The Shape of Things: Still Life in Britain
The Shape of Things questions the idea that still life is a lesser genre, showing how important it is to artists and society. Featuring a ‘Who’s Who’ of Modern and Contemporary British artists, the exhibition digs into still life’s rich symbolism and how it’s pushed boundaries and new ideas.
The exhibition will shift from 17th-century ‘vanitas’ paintings to post-impressionism to abstraction and from pop to conceptual art. It will invite viewers to think about life’s challenges, such as love and grief, identity and the subconscious, life and death and plenty and waste. Today, these challenges also include biodiversity loss, the legacy of colonialism, and climate change.
We are delighted to be lending Barns-Graham’s Red Table, 1952, to the exhibition to join works by a selection of works by modern and contemporary artists in Britain including Hurvin Anderson, Vanessa Bell, Edward Burra, Patrick Caulfield, Lucian Freud, Gluck, Duncan Grant, Richard Hamilton, Mona Hatoum, David Hockney, Lee Miller, Paul Nash, Ben Nicholson, William Nicholson, Eric Ravilious, Anwar Jalal Shemza, William Scott, Walter Sickert, Stanley Spencer, Rachel Whiteread and Clare Woods. The exhibition will look at how these artists have used traditional art history to express the complexities of the human condition.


Problem to work on: Please copy each line below that contains the word "ganglion".

§ §

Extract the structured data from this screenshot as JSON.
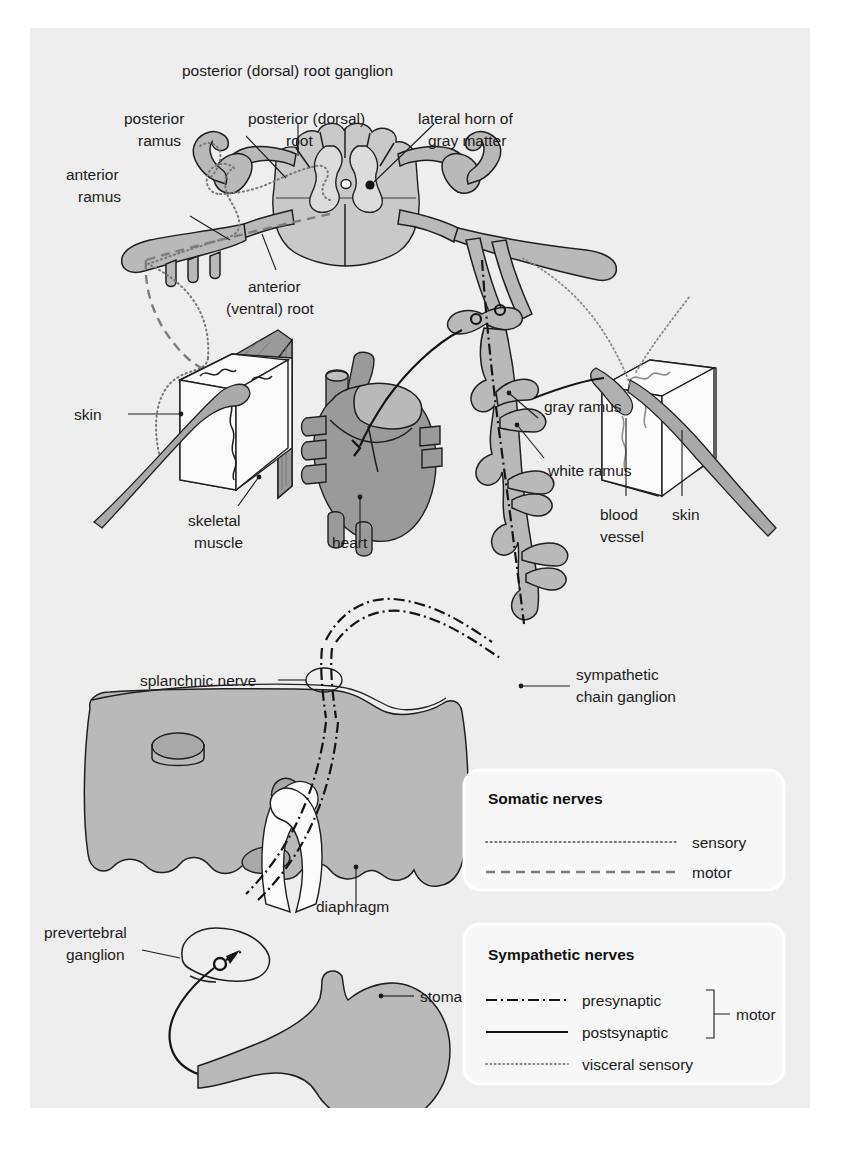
{
  "figure": {
    "domain": "anatomy-diagram",
    "title_visible": false,
    "background": "#eeeeee",
    "page_background": "#ffffff"
  },
  "labels": {
    "posterior_root_ganglion": "posterior (dorsal) root ganglion",
    "posterior_ramus": "posterior\nramus",
    "posterior_ramus_l1": "posterior",
    "posterior_ramus_l2": "ramus",
    "posterior_root_l1": "posterior (dorsal)",
    "posterior_root_l2": "root",
    "lateral_horn_l1": "lateral horn of",
    "lateral_horn_l2": "gray matter",
    "anterior_ramus_l1": "anterior",
    "anterior_ramus_l2": "ramus",
    "anterior_root_l1": "anterior",
    "anterior_root_l2": "(ventral) root",
    "skin_left": "skin",
    "skeletal_muscle_l1": "skeletal",
    "skeletal_muscle_l2": "muscle",
    "heart": "heart",
    "gray_ramus": "gray ramus",
    "white_ramus": "white ramus",
    "blood_vessel_l1": "blood",
    "blood_vessel_l2": "vessel",
    "skin_right": "skin",
    "splanchnic_nerve": "splanchnic nerve",
    "sympathetic_chain_l1": "sympathetic",
    "sympathetic_chain_l2": "chain ganglion",
    "diaphragm": "diaphragm",
    "prevertebral_l1": "prevertebral",
    "prevertebral_l2": "ganglion",
    "stomach": "stomach"
  },
  "legends": [
    {
      "id": "somatic",
      "title": "Somatic nerves",
      "entries": [
        {
          "label": "sensory",
          "style": "dotted",
          "color": "#777777"
        },
        {
          "label": "motor",
          "style": "dashed",
          "color": "#7d7d7d"
        }
      ]
    },
    {
      "id": "sympathetic",
      "title": "Sympathetic nerves",
      "bracket_label": "motor",
      "entries": [
        {
          "label": "presynaptic",
          "style": "dash-dot",
          "color": "#141414"
        },
        {
          "label": "postsynaptic",
          "style": "solid",
          "color": "#141414"
        },
        {
          "label": "visceral sensory",
          "style": "dotted",
          "color": "#8a8a8a"
        }
      ]
    }
  ],
  "colors": {
    "gray_fill": "#b9b9b9",
    "mid_fill": "#c9c9c9",
    "light_fill": "#dcdcdc",
    "white_fill": "#fbfbfb",
    "dark_fill": "#9a9a9a",
    "stroke": "#1f1f1f",
    "text": "#1b1b1b",
    "legend_box": "#f7f7f7"
  }
}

§ §

Task output:
    "posterior_root_ganglion": "posterior (dorsal) root ganglion",
    "sympathetic_chain_l2": "chain ganglion",
    "prevertebral_l2": "ganglion",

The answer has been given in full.